Yes, Tartakower wrote major chess books including The Hypermodern Chess Game and My Best Games of Chess 1905–1954. His writing style was witty, analytical and memorable. Use the quote chooser and then replay the hypermodern games.
Yes, Tartakower became one of Poland’s important chess representatives and helped the Polish Olympiad team. He captained and trained the team and won medals as a player. Use the career cards and then load the Jurata Polish Championship replay.
Yes, during World War II he joined the French Resistance under the name Lieutenant Cartier. That later-life episode adds to his unusual historical profile. Use the biography cards before returning to the replay lab.
The best club-player lesson is to value initiative, imagination and practical risk. His games show that unusual openings can work when the follow-up is energetic. Use the adviser’s hypermodern route and load the Mieses or Maróczy replay.
The five focused links are QGD Tartakower, Dutch Defense, Catalan, Caro-Kann and Orangutan. They reflect his named systems, experiments and historical influence. Use the opening legacy cards only after the model games.
Five links keep the page focused on Tartakower rather than turning it into a broad opening index. They cover the strongest named and thematic connections. Use those cards as follow-up routes from the replay lab.
Yes, all 17 supplied PGNs were parsed and validated with python-chess. The replay IDs also match the selector options. Use the replay selector knowing the embedded games passed the move checks.
Yes, every embedded replay features Savielly Tartakower as White or Black. The groups separate classic wins, Black-side games and Nice 1930 games. Use the selector groups to choose the study route.
A good deep path is Maróczy, Rubinstein, Mieses, Spielmann and Duchamp. That gives attacking brilliancy, classical pressure, opening invention, Black-side technique and endgame conversion. Use the diagram lab in that order.
The main lesson is that imagination needs concrete follow-through. Tartakower’s best games combine wit, risk and calculation rather than novelty for its own sake. Start with the Maróczy diagram and then replay the game.

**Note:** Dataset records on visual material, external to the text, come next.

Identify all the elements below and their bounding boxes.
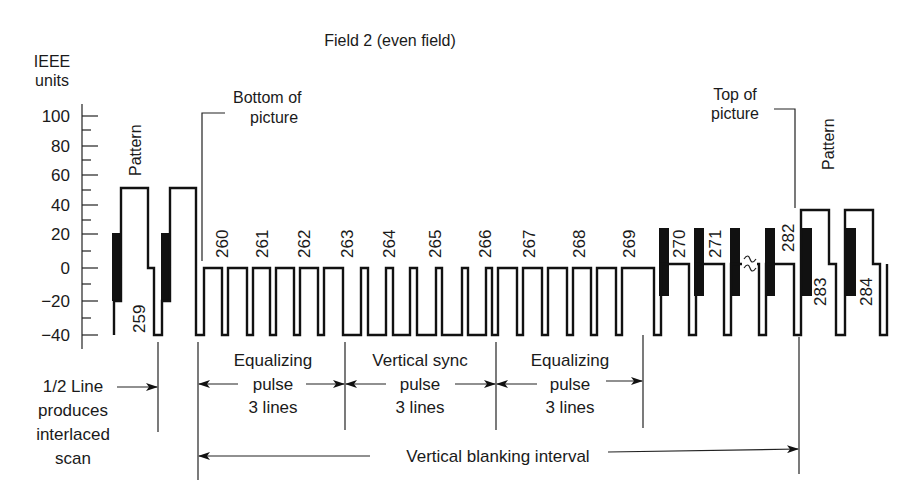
- diagram-title: Field 2 (even field): [324, 32, 456, 49]
- top-of-picture-leader: [774, 109, 795, 208]
- vs-text-3: 3 lines: [395, 398, 444, 417]
- eq2-text-3: 3 lines: [545, 398, 594, 417]
- y-tick-80: 80: [51, 137, 70, 156]
- y-tick-40: 40: [51, 196, 70, 215]
- vbi-arrow-right: [608, 449, 798, 452]
- pattern-label-right: Pattern: [820, 118, 837, 170]
- line-label-268: 268: [570, 230, 589, 258]
- bottom-of-picture-line1: Bottom of: [233, 89, 302, 106]
- top-of-picture-line1: Top of: [713, 86, 757, 103]
- line-label-265: 265: [426, 230, 445, 258]
- y-tick-20: 20: [51, 225, 70, 244]
- eq1-text-2: pulse: [253, 375, 294, 394]
- y-tick-minus20: −20: [41, 292, 70, 311]
- line-label-270: 270: [670, 230, 689, 258]
- line-label-284: 284: [857, 278, 876, 306]
- line-label-282: 282: [779, 224, 798, 252]
- eq1-text-3: 3 lines: [248, 398, 297, 417]
- vs-text-2: pulse: [400, 375, 441, 394]
- line-label-269: 269: [620, 230, 639, 258]
- half-line-text-3: interlaced: [36, 425, 110, 444]
- y-tick-0: 0: [61, 259, 70, 278]
- eq2-text-1: Equalizing: [531, 351, 609, 370]
- line-label-267: 267: [520, 230, 539, 258]
- y-axis: [82, 104, 98, 349]
- eq1-text-1: Equalizing: [234, 351, 312, 370]
- y-axis-label-line1: IEEE: [34, 53, 70, 70]
- half-line-text-4: scan: [55, 449, 91, 468]
- vs-text-1: Vertical sync: [372, 351, 468, 370]
- bottom-of-picture-line2: picture: [250, 109, 298, 126]
- y-axis-label-line2: units: [35, 72, 69, 89]
- line-label-263: 263: [338, 230, 357, 258]
- line-label-271: 271: [706, 230, 725, 258]
- top-of-picture-line2: picture: [711, 105, 759, 122]
- field2-vertical-blanking-diagram: Field 2 (even field) IEEE units 100 80 6…: [0, 0, 919, 503]
- y-tick-60: 60: [51, 166, 70, 185]
- line-label-260: 260: [213, 230, 232, 258]
- y-tick-minus40: −40: [41, 326, 70, 345]
- line-label-262: 262: [295, 230, 314, 258]
- half-line-text-2: produces: [38, 401, 108, 420]
- line-label-261: 261: [253, 230, 272, 258]
- line-label-266: 266: [476, 230, 495, 258]
- line-label-264: 264: [380, 230, 399, 258]
- half-line-text-1: 1/2 Line: [43, 377, 104, 396]
- line-label-259: 259: [130, 305, 149, 333]
- line-label-283: 283: [811, 278, 830, 306]
- break-symbol-icon: [744, 256, 756, 271]
- eq2-text-2: pulse: [550, 375, 591, 394]
- y-tick-100: 100: [42, 107, 70, 126]
- vbi-text: Vertical blanking interval: [406, 447, 589, 466]
- pattern-label-left: Pattern: [127, 124, 144, 176]
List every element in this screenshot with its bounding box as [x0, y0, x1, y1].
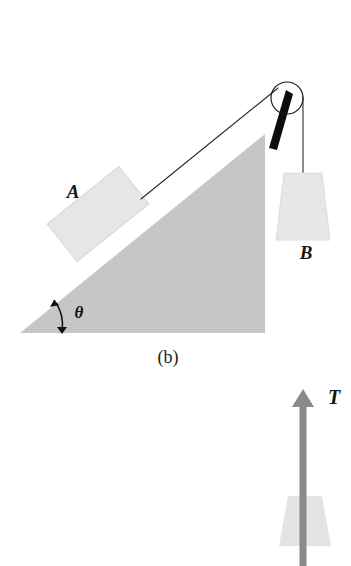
- block-b-label: B: [299, 242, 313, 263]
- tension-label: T: [328, 386, 341, 408]
- theta-symbol: θ: [75, 303, 84, 322]
- diagram-canvas: A B θ (b): [0, 0, 351, 566]
- block-a-label: A: [66, 181, 80, 202]
- block-b-body: [276, 173, 330, 240]
- pulley-wheel: [271, 82, 303, 114]
- physics-figure: A B θ (b): [0, 0, 351, 566]
- figure-caption: (b): [158, 347, 179, 368]
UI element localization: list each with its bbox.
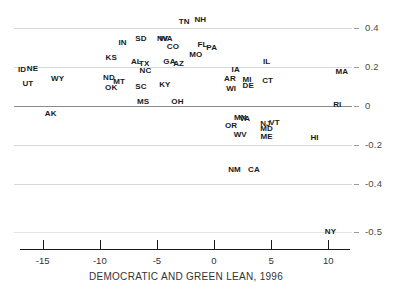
data-point-hi: HI bbox=[310, 134, 318, 142]
data-point-ky: KY bbox=[159, 81, 170, 89]
data-point-ny: NY bbox=[325, 228, 336, 236]
data-point-sc: SC bbox=[135, 83, 146, 91]
data-point-pa: PA bbox=[206, 44, 217, 52]
data-point-ok: OK bbox=[105, 84, 117, 92]
data-point-tn: TN bbox=[179, 18, 190, 26]
y-axis-tick bbox=[354, 28, 359, 29]
data-point-ca: CA bbox=[248, 166, 260, 174]
data-point-ks: KS bbox=[106, 54, 117, 62]
data-point-nc: NC bbox=[140, 67, 152, 75]
data-point-il: IL bbox=[263, 58, 270, 66]
x-axis-tick bbox=[157, 240, 158, 249]
x-axis-tick-label: 0 bbox=[211, 255, 216, 266]
data-point-az: AZ bbox=[173, 60, 184, 68]
x-axis-line bbox=[20, 249, 350, 250]
x-axis-title: DEMOCRATIC AND GREEN LEAN, 1996 bbox=[89, 271, 283, 282]
data-point-mo: MO bbox=[189, 51, 202, 59]
x-axis-tick-label: -5 bbox=[153, 255, 161, 266]
y-axis-tick bbox=[354, 184, 359, 185]
y-axis-tick bbox=[354, 145, 359, 146]
data-point-in: IN bbox=[119, 39, 127, 47]
data-point-ar: AR bbox=[224, 75, 236, 83]
gridline-y-neg0p4 bbox=[14, 184, 352, 185]
data-point-nm: NM bbox=[228, 166, 241, 174]
x-axis-tick bbox=[271, 240, 272, 249]
data-point-wv: WV bbox=[234, 131, 247, 139]
plot-area: 0.40.20-0.2-0.4-0.5TNNHSDINNVWACOFLPAKSM… bbox=[0, 0, 407, 293]
data-point-ri: RI bbox=[333, 101, 341, 109]
scatter-chart: 0.40.20-0.2-0.4-0.5TNNHSDINNVWACOFLPAKSM… bbox=[0, 0, 407, 293]
x-axis-tick-label: -10 bbox=[93, 255, 107, 266]
gridline-y-neg0p5 bbox=[14, 232, 352, 233]
data-point-oh: OH bbox=[171, 98, 183, 106]
y-axis-label: -0.4 bbox=[365, 178, 382, 189]
data-point-ut: UT bbox=[22, 80, 33, 88]
y-axis-tick bbox=[354, 232, 359, 233]
y-axis-label: 0 bbox=[365, 100, 370, 111]
data-point-ak: AK bbox=[45, 110, 57, 118]
y-axis-label: -0.2 bbox=[365, 139, 382, 150]
data-point-ct: CT bbox=[262, 77, 273, 85]
data-point-sd: SD bbox=[135, 35, 146, 43]
y-axis-tick bbox=[354, 67, 359, 68]
data-point-me: ME bbox=[260, 133, 272, 141]
data-point-id: ID bbox=[18, 66, 26, 74]
x-axis-tick-label: 10 bbox=[323, 255, 334, 266]
data-point-ma: MA bbox=[336, 68, 349, 76]
y-axis-label: 0.4 bbox=[365, 22, 379, 33]
data-point-ne: NE bbox=[27, 65, 38, 73]
y-axis-tick bbox=[354, 106, 359, 107]
x-axis-tick-label: 5 bbox=[268, 255, 273, 266]
data-point-de: DE bbox=[243, 82, 254, 90]
x-axis-tick bbox=[328, 240, 329, 249]
data-point-nh: NH bbox=[194, 16, 206, 24]
data-point-va: VA bbox=[239, 115, 250, 123]
data-point-ms: MS bbox=[137, 98, 149, 106]
gridline-y-neg0p2 bbox=[14, 145, 352, 146]
x-axis-tick bbox=[214, 240, 215, 249]
data-point-co: CO bbox=[167, 43, 179, 51]
x-axis-tick-label: -15 bbox=[36, 255, 50, 266]
gridline-y-0 bbox=[14, 106, 352, 107]
data-point-wi: WI bbox=[226, 85, 236, 93]
gridline-y-0p4 bbox=[14, 28, 352, 29]
y-axis-label: 0.2 bbox=[365, 61, 379, 72]
x-axis-tick bbox=[43, 240, 44, 249]
y-axis-label: -0.5 bbox=[365, 226, 382, 237]
data-point-wy: WY bbox=[51, 75, 64, 83]
x-axis-tick bbox=[100, 240, 101, 249]
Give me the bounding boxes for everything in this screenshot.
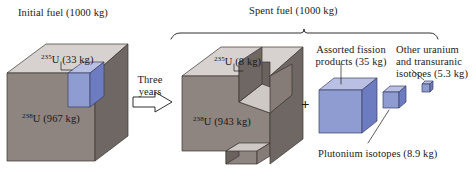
transition-label: Three years (128, 74, 172, 98)
label-fission-products: Assorted fission products (35 kg) (310, 44, 392, 68)
label-u238-initial: 238U (967 kg) (22, 113, 80, 125)
u235-blue-cube-initial (68, 62, 104, 107)
u235-superscript-spent: 235 (214, 55, 225, 63)
nuclear-fuel-cycle-diagram: Initial fuel (1000 kg) Spent fuel (1000 … (0, 0, 474, 190)
u235-superscript-initial: 235 (41, 53, 52, 61)
fission-products-cube (319, 64, 377, 133)
u238-superscript-spent: 238 (193, 115, 204, 123)
u238-superscript-initial: 238 (22, 112, 33, 120)
spent-fuel-bracket (171, 29, 438, 39)
u235-text-initial: U (33 kg) (52, 54, 94, 65)
u238-text-spent: U (943 kg) (204, 116, 251, 127)
u235-text-spent: U (8 kg) (225, 56, 261, 67)
transition-line-1: Three (128, 74, 172, 86)
transition-line-2: years (128, 86, 172, 98)
plus-sign: + (301, 98, 310, 110)
label-plutonium-isotopes: Plutonium isotopes (8.9 kg) (318, 148, 437, 160)
diagram-graphics-layer (0, 0, 474, 190)
initial-fuel-title: Initial fuel (1000 kg) (18, 7, 108, 19)
label-u235-spent: 235U (8 kg) (214, 56, 261, 68)
spent-fuel-title: Spent fuel (1000 kg) (249, 5, 338, 17)
u238-text-initial: U (967 kg) (33, 113, 80, 124)
label-other-isotopes: Other uranium and transuranic isotopes (… (396, 44, 474, 80)
label-u238-spent: 238U (943 kg) (193, 116, 251, 128)
label-u235-initial: 235U (33 kg) (41, 54, 94, 66)
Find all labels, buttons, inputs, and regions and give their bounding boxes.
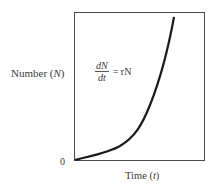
plot-area	[0, 0, 218, 186]
y-axis-label: Number (N)	[11, 67, 64, 79]
x-axis-label: Time (t)	[125, 170, 159, 181]
plot-frame	[75, 13, 205, 161]
numerator: dN	[95, 60, 109, 72]
growth-curve	[75, 17, 174, 160]
derivative-fraction: dN dt	[95, 60, 109, 83]
denominator: dt	[98, 72, 106, 83]
origin-label: 0	[60, 156, 65, 167]
growth-equation: dN dt = rN	[95, 60, 131, 83]
equation-rhs: = rN	[113, 66, 132, 77]
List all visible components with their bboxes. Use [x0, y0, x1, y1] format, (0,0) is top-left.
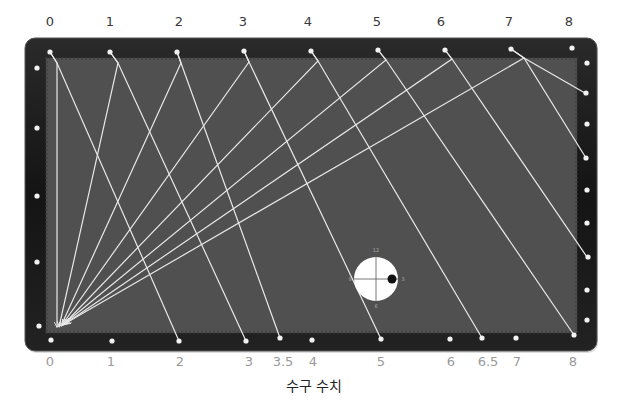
bottom-rail-number-label: 6.5: [478, 354, 499, 369]
top-rail-number-label: 6: [437, 14, 445, 29]
bottom-rail-number-label: 3.5: [273, 354, 294, 369]
top-rail-number-label: 4: [304, 14, 312, 29]
diamond-bottom: [479, 335, 484, 340]
bottom-rail-number-label: 4: [309, 354, 317, 369]
diamond-bottom: [277, 335, 282, 340]
diamond-bottom: [513, 335, 518, 340]
diamond-right: [584, 187, 589, 192]
bottom-rail-number-label: 1: [107, 354, 115, 369]
top-rail-number-label: 3: [239, 14, 247, 29]
diamond-right: [583, 155, 588, 160]
top-rail-number-label: 8: [565, 14, 573, 29]
diamond-right: [584, 287, 589, 292]
clock-label: 9: [348, 276, 351, 282]
diamond-bottom: [243, 338, 248, 343]
top-rail-number-label: 5: [373, 14, 381, 29]
cue-tip-point-icon: [388, 275, 397, 284]
top-rail-number-label: 0: [46, 14, 54, 29]
top-rail-number-label: 1: [106, 14, 114, 29]
diamond-top: [375, 47, 380, 52]
diamond-bottom: [571, 332, 576, 337]
diamond-bottom: [176, 338, 181, 343]
diamond-bottom: [309, 337, 314, 342]
bottom-rail-number-label: 5: [377, 354, 385, 369]
diamond-top: [508, 46, 513, 51]
diamond-bottom: [48, 337, 53, 342]
diamond-left: [34, 259, 39, 264]
diamond-right: [585, 254, 590, 259]
bottom-rail-number-label: 7: [513, 354, 521, 369]
bottom-rail-number-label: 0: [46, 354, 54, 369]
billiard-system-diagram: 12369 012345678 01233.54566.578 수구 수치: [0, 0, 627, 411]
bottom-rail-number-label: 2: [176, 354, 184, 369]
diamond-left: [34, 65, 39, 70]
diamond-top: [569, 45, 574, 50]
diamond-top: [174, 49, 179, 54]
clock-label: 3: [401, 276, 404, 282]
top-rail-number-label: 7: [505, 14, 513, 29]
diamond-right: [584, 121, 589, 126]
clock-label: 12: [373, 247, 379, 253]
table-svg: 12369: [0, 0, 627, 411]
bottom-rail-number-label: 8: [569, 354, 577, 369]
diamond-bottom: [109, 338, 114, 343]
diamond-left: [34, 193, 39, 198]
clock-label: 6: [374, 303, 377, 309]
diamond-right: [583, 90, 588, 95]
diamond-bottom: [447, 336, 452, 341]
diamond-right: [584, 317, 589, 322]
diamond-top: [107, 49, 112, 54]
bottom-rail-number-label: 6: [447, 354, 455, 369]
diamond-top: [308, 48, 313, 53]
diamond-right: [584, 220, 589, 225]
diamond-top: [241, 48, 246, 53]
diamond-bottom: [378, 336, 383, 341]
diamond-top: [47, 49, 52, 54]
diamond-right: [584, 60, 589, 65]
bottom-rail-number-label: 3: [245, 354, 253, 369]
diamond-left: [34, 125, 39, 130]
table-felt: [46, 58, 577, 333]
top-rail-number-label: 2: [175, 14, 183, 29]
diagram-caption: 수구 수치: [286, 375, 342, 395]
diamond-top: [442, 47, 447, 52]
diamond-left: [36, 323, 41, 328]
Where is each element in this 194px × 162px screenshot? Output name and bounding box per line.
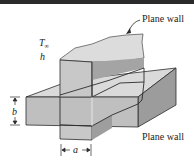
top-plane-wall-label: Plane wall [142,13,184,24]
a-label: a [73,144,78,155]
leader-arrowhead [126,28,131,34]
plane-wall-intersection-diagram: Plane wall Plane wall T∞ h b a [0,0,194,162]
h-label: h [40,51,45,62]
b-label: b [12,106,17,117]
bottom-plane-wall-label: Plane wall [142,131,184,142]
t-infinity-label: T∞ [39,37,50,49]
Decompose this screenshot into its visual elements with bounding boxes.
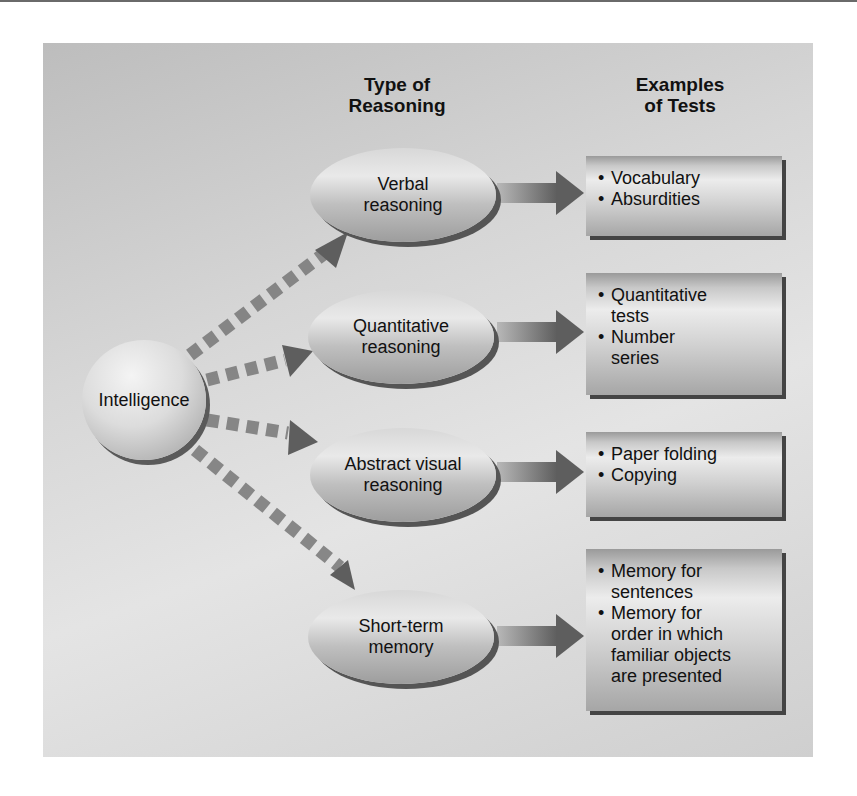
node-label: Short-term — [358, 616, 443, 637]
test-text: sentences — [611, 582, 702, 603]
bullet-icon: • — [598, 444, 611, 465]
tests-box-quantitative: •Quantitativetests •Numberseries — [586, 273, 782, 395]
test-item: •Copying — [598, 465, 772, 486]
test-text: tests — [611, 306, 707, 327]
dashed-arrow-quantitative — [207, 360, 285, 380]
arrowhead-icon — [330, 560, 355, 590]
node-abstract-visual-reasoning: Abstract visual reasoning — [310, 428, 496, 522]
test-item: •Memory fororder in whichfamiliar object… — [598, 603, 772, 687]
test-text: order in which — [611, 624, 731, 645]
node-label: Verbal — [377, 174, 428, 195]
solid-arrow-memory — [497, 614, 584, 658]
arrowhead-icon — [315, 232, 348, 268]
test-text: Copying — [611, 465, 677, 486]
test-text: Quantitative — [611, 285, 707, 306]
test-text: Memory for — [611, 561, 702, 582]
arrowhead-icon — [288, 420, 318, 455]
bullet-icon: • — [598, 327, 611, 369]
test-text: familiar objects — [611, 645, 731, 666]
test-text: Paper folding — [611, 444, 717, 465]
test-item: •Memory forsentences — [598, 561, 772, 603]
test-text: Number — [611, 327, 675, 348]
bullet-icon: • — [598, 465, 611, 486]
node-quantitative-reasoning: Quantitative reasoning — [308, 290, 494, 384]
node-label: Quantitative — [353, 316, 449, 337]
bullet-icon: • — [598, 285, 611, 327]
node-label: Abstract visual — [344, 454, 461, 475]
tests-box-abstract: •Paper folding •Copying — [586, 432, 782, 517]
arrowhead-icon — [282, 345, 313, 377]
intelligence-node: Intelligence — [82, 340, 206, 460]
test-text: Vocabulary — [611, 168, 700, 189]
solid-arrow-quantitative — [497, 310, 584, 354]
node-label: memory — [368, 637, 433, 658]
bullet-icon: • — [598, 603, 611, 687]
node-verbal-reasoning: Verbal reasoning — [310, 148, 496, 242]
test-item: •Paper folding — [598, 444, 772, 465]
tests-box-memory: •Memory forsentences •Memory fororder in… — [586, 549, 782, 711]
test-item: •Vocabulary — [598, 168, 772, 189]
node-short-term-memory: Short-term memory — [308, 590, 494, 684]
node-label: reasoning — [363, 195, 442, 216]
dashed-arrow-verbal — [190, 253, 325, 355]
dashed-arrow-abstract — [207, 420, 288, 433]
node-label: reasoning — [361, 337, 440, 358]
test-text: series — [611, 348, 675, 369]
test-text: Memory for — [611, 603, 731, 624]
test-item: •Absurdities — [598, 189, 772, 210]
test-text: are presented — [611, 666, 731, 687]
solid-arrow-abstract — [497, 450, 584, 494]
bullet-icon: • — [598, 168, 611, 189]
test-text: Absurdities — [611, 189, 700, 210]
tests-box-verbal: •Vocabulary •Absurdities — [586, 156, 782, 236]
intelligence-label: Intelligence — [98, 390, 189, 411]
node-label: reasoning — [363, 475, 442, 496]
bullet-icon: • — [598, 561, 611, 603]
test-item: •Numberseries — [598, 327, 772, 369]
solid-arrow-verbal — [497, 171, 584, 215]
bullet-icon: • — [598, 189, 611, 210]
test-item: •Quantitativetests — [598, 285, 772, 327]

The Maróczy game is the best initiative model because Black gives material and keeps the king under pressure. It shows how open lines and piece activity can outweigh static material counts. Use the Maróczy diagram and replay.
Duchamp–Tartakower from Nice 1930 is the most useful endgame sample here. Tartakower converts a long struggle with passed-pawn and king activity themes. Use the Duchamp diagram and Nice replay group.
Bernstein–Tartakower is a short example of tactical defence and counterattack. Black allows material grabs but uses development and king exposure to punish White. Use the Tartakower with Black replay group.
The Mieses Staunton Gambit game is a good practical example because the opening looks provocative and then becomes a quick attacking lesson. It fits his saying that a weak-reputed opening can still be played. Use the quote chooser and Mieses replay together.
Copy the ideas before copying the exact lines. His openings often work because he understands initiative, surprise and follow-up, not because the first move is magically strong. Use the opening cards after replaying one complete game.
A strong quote for the Maróczy game is that tactics is what you do when there is something to do. The position becomes tactical because Tartakower first builds pressure and piece activity. Use the quote chooser and Maróczy replay together.
The strategy quote is best for quiet positions: strategy is what you do when there is nothing to do. It reminds you that improving pieces can be the whole task before tactics appear. Use the quote chooser after the Rubinstein or Duchamp replay.
The safest first session is Maróczy, Mieses, then the quote chooser. That gives one famous brilliancy, one named opening line and one personality hook. Use the adviser to load the Maróczy game first.
Use Tartakower’s games to connect imagination, opening experiment and practical calculation.